There were party manifesto commitments in the 2017 general election. But even those do not make Brexit mandatory, because people vote for a person, not a party, and the influence of a party manifesto on the average voter is arguably less than the influence of the showmanship of the leader of that party. Boris was not the leader of his party in 2017. He is now our Prime Minister, though; and he observes that there was nothing about a deal in the referendum question. As though that means that there was a mandate for Brexit whether deal or no-deal, or deal obtained by means of a threat of no-deal, or whatever. But there was never any such mandate, in the sense of something mandatory, for anything that Parliament did not want. Such a mandate does not trump the political rhetoric; talk of such a mandate is simply part of the political rhetoric. What should trump the rhetoric is logic and the facts, such as the fact that only 38% of the electorate expressed a desire for this rather democratically unpopular change.
Surely the people think that, when it comes to running the country, showmanship should be less important than the facts of the matter.
[Postscript: apparently not!]

Monday, September 02, 2019

What if there is a proof?

Even if a proof that there is a God is, as I believe it is, hidden beneath the foundations of modern mathematics, the experts will, I am sure, not want to waste their valuable time checking whether there is or not.

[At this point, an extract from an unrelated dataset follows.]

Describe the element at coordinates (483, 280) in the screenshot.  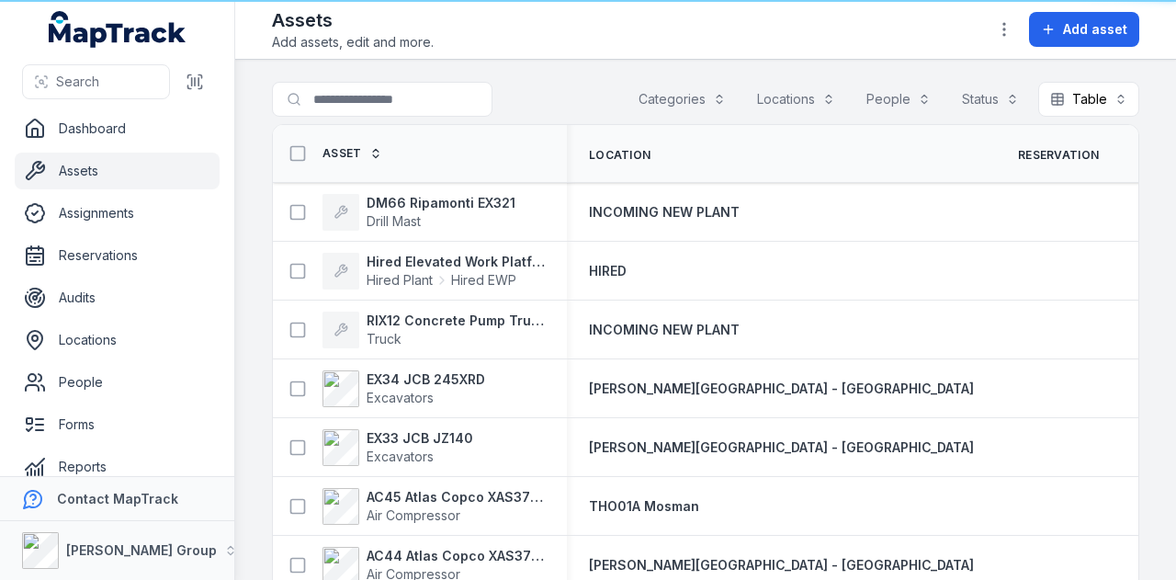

But perhaps it would be different elsewhere.

And perhaps it could have been different. If Cantor's paradox is essentially a proof that there is a God, then anyone who could have noticed Cantor's generalized diagonal argument could have discovered that proof. And the paradox of Achilles and the tortoise is a reason to introduce infinite ordinal numbers; and Cantor did find his paradox by introducing infinite ordinal numbers. Could a similar paradox have been discovered by the mathematicians of the ancient world? Might that have been part of the motive for Plato's Form of Forms? It is too late to know now (although the experts would say that they do know that that is almost certainly not the case).

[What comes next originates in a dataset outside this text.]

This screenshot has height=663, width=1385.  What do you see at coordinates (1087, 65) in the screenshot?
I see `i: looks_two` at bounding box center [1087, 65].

I wonder whether the work of Russell in the period 1901 to 1906 had any connection with Einstein's 1905 paper. Russell's obscure mathematics flew in the face of logic; and not too dissimilarly, Einstein's obscure mathematics survived being contradicted by empirical observations. And the powers of the world would presumably have liked to keep the truth about high energy physics secret. Still, it is for that reason impossible to know either way now (although the experts would say that they do know that that is almost certainly not the case).

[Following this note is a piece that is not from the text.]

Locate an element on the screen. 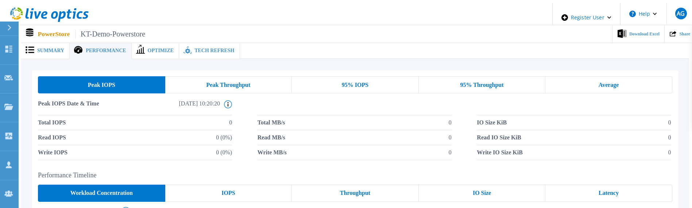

Still, if God did create this universe in such a way that there was this proof, then we might expect the universe to be full of people taking themselves to be living in God's family. And if Einstein was wrong about the light-speed-limit, then that might make a difference to us.

Sunday, September 01, 2019

Where have you been?

The One remains, the many change and pass;
Heaven’s light forever shines, Earth’s shadows fly;
Life, like a dome of many-coloured glass,
Stains the white radiance of Eternity,
Until Death tramples it to fragments.

That's from Shelley’s Adonais, 1821.